Every time we think we've finally gotten a handle on the user provisioning/deprovisioning issue something comes along to disabuse us of that notion. In this case it's the results of a survey of attendees at last spring's Directory Experts Conference (DEC) put on by NetPro.
This time around, 280 of the 565 attendees (from 290 companies throughout 28 countries) responded to the survey. They are primarily technicians, work within large corporate and governmental IT organizations, are responsible for Active Directory management and support large numbers of directory users. A full 35% of them feel that, at their organization, provisioning/deprovisioning is either “out of control” or “problematic” to lead the list of problem areas. Also garnering more than a 20% negative rating were: delegating administrative rights (29%); compliance reporting (27%); and disaster recovery (23%). The consensus of their opinions were that these issues are the most administratively tedious and cumbersome. That’s certainly something the vendor community should pay attention to. While we’ve come a long way in automating both the actual provisioning as well as the installation and roll-out of the services it still takes a lot of manual configuration and maintenance to get everything running smoothly.
It wasn’t all negative, of course. Of interest to identity workers, the issue of password management was rated very positively by 40% of the respondents, ranking it 4th among the “least challenging areas” (as the survey called them) behind server configuration, back up/archiving, and data recovery.
There was a lot in the survey about job satisfaction, also. You should read that for yourself but I will note that the majority of respondents listed 4 items as the worst aspects of their jobs:
* Workload/work hours
* Not enough people resources
* Incompetent coworkers
* Insufficient automation
That seems to reaffirm the old French proverb “plus ça change, plus c'est la même chose” (the more things change the more they stay the same) since I can remember complaining about those same issues 20 years ago!
A couple of other highlights, surprising to me and perhaps to you:
* Survey respondents report adoption of role-based access-control stands at 44%, with 18% of respondents planning to implement the technology over the next 6 to 12 months.
* Usage of identity federation has grown from 4% of respondents in 2007 to 12% in 2008. Another 18% of respondents plan to implement identity federation over the next 6 to 12 months. IT organizations still considering federation dropped from 48% in 2007 to 37% in 2008. The percentage of organizations with no plans to implement federation remains steady at about 32% for both years.
But read the whole survey report yourself and draw your own conclusions.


Description of the task
Give the entries below again exactly. Their pictures are not needed.

### Data ###

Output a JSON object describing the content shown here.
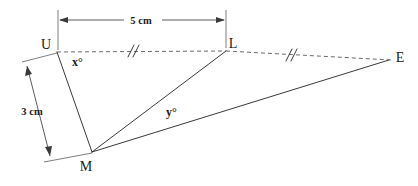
{
  "figure": {
    "kind": "geometry-diagram",
    "background_color": "#ffffff",
    "line_color": "#3a3a3a",
    "dashed_color": "#6b6b6b"
  },
  "vertices": [
    {
      "name": "U",
      "label": "U",
      "x": 57,
      "y": 52,
      "label_x": 46,
      "label_y": 49
    },
    {
      "name": "L",
      "label": "L",
      "x": 226,
      "y": 51,
      "label_x": 233,
      "label_y": 48
    },
    {
      "name": "E",
      "label": "E",
      "x": 389,
      "y": 60,
      "label_x": 397,
      "label_y": 60
    },
    {
      "name": "M",
      "label": "M",
      "x": 92,
      "y": 152,
      "label_x": 86,
      "label_y": 171
    }
  ],
  "segments": [
    {
      "name": "segment-U-M",
      "from": "U",
      "to": "M",
      "style": "solid"
    },
    {
      "name": "segment-M-L",
      "from": "M",
      "to": "L",
      "style": "solid"
    },
    {
      "name": "segment-M-E",
      "from": "M",
      "to": "E",
      "style": "solid"
    },
    {
      "name": "segment-U-L",
      "from": "U",
      "to": "L",
      "style": "dashed"
    },
    {
      "name": "segment-L-E",
      "from": "L",
      "to": "E",
      "style": "dashed"
    }
  ],
  "congruence_marks": [
    {
      "name": "tick-on-UL",
      "on_segment": "segment-U-L",
      "count": 2,
      "x": 131,
      "y": 51
    },
    {
      "name": "tick-on-LE",
      "on_segment": "segment-L-E",
      "count": 2,
      "x": 289,
      "y": 55
    }
  ],
  "angles": [
    {
      "name": "angle-x",
      "label": "x°",
      "at_vertex": "U",
      "x": 72,
      "y": 66
    },
    {
      "name": "angle-y",
      "label": "y°",
      "at_vertex": "M",
      "x": 166,
      "y": 116
    }
  ],
  "dimensions": [
    {
      "name": "dimension-5cm",
      "label": "5 cm",
      "value": 5,
      "unit": "cm",
      "measures": "U to L",
      "orientation": "horizontal",
      "label_x": 141,
      "label_y": 24,
      "line_x1": 60,
      "line_y1": 20,
      "line_x2": 224,
      "line_y2": 20
    },
    {
      "name": "dimension-3cm",
      "label": "3 cm",
      "value": 3,
      "unit": "cm",
      "measures": "U to M",
      "orientation": "oblique",
      "label_x": 32,
      "label_y": 115,
      "line_x1": 27,
      "line_y1": 66,
      "line_x2": 50,
      "line_y2": 156
    }
  ]
}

###

Answer for the task
Output a JSON object describing the content shown here.
{
  "figure": {
    "kind": "geometry-diagram",
    "background_color": "#ffffff",
    "line_color": "#3a3a3a",
    "dashed_color": "#6b6b6b"
  },
  "vertices": [
    {
      "name": "U",
      "label": "U",
      "x": 57,
      "y": 52,
      "label_x": 46,
      "label_y": 49
    },
    {
      "name": "L",
      "label": "L",
      "x": 226,
      "y": 51,
      "label_x": 233,
      "label_y": 48
    },
    {
      "name": "E",
      "label": "E",
      "x": 389,
      "y": 60,
      "label_x": 397,
      "label_y": 60
    },
    {
      "name": "M",
      "label": "M",
      "x": 92,
      "y": 152,
      "label_x": 86,
      "label_y": 171
    }
  ],
  "segments": [
    {
      "name": "segment-U-M",
      "from": "U",
      "to": "M",
      "style": "solid"
    },
    {
      "name": "segment-M-L",
      "from": "M",
      "to": "L",
      "style": "solid"
    },
    {
      "name": "segment-M-E",
      "from": "M",
      "to": "E",
      "style": "solid"
    },
    {
      "name": "segment-U-L",
      "from": "U",
      "to": "L",
      "style": "dashed"
    },
    {
      "name": "segment-L-E",
      "from": "L",
      "to": "E",
      "style": "dashed"
    }
  ],
  "congruence_marks": [
    {
      "name": "tick-on-UL",
      "on_segment": "segment-U-L",
      "count": 2,
      "x": 131,
      "y": 51
    },
    {
      "name": "tick-on-LE",
      "on_segment": "segment-L-E",
      "count": 2,
      "x": 289,
      "y": 55
    }
  ],
  "angles": [
    {
      "name": "angle-x",
      "label": "x°",
      "at_vertex": "U",
      "x": 72,
      "y": 66
    },
    {
      "name": "angle-y",
      "label": "y°",
      "at_vertex": "M",
      "x": 166,
      "y": 116
    }
  ],
  "dimensions": [
    {
      "name": "dimension-5cm",
      "label": "5 cm",
      "value": 5,
      "unit": "cm",
      "measures": "U to L",
      "orientation": "horizontal",
      "label_x": 141,
      "label_y": 24,
      "line_x1": 60,
      "line_y1": 20,
      "line_x2": 224,
      "line_y2": 20
    },
    {
      "name": "dimension-3cm",
      "label": "3 cm",
      "value": 3,
      "unit": "cm",
      "measures": "U to M",
      "orientation": "oblique",
      "label_x": 32,
      "label_y": 115,
      "line_x1": 27,
      "line_y1": 66,
      "line_x2": 50,
      "line_y2": 156
    }
  ]
}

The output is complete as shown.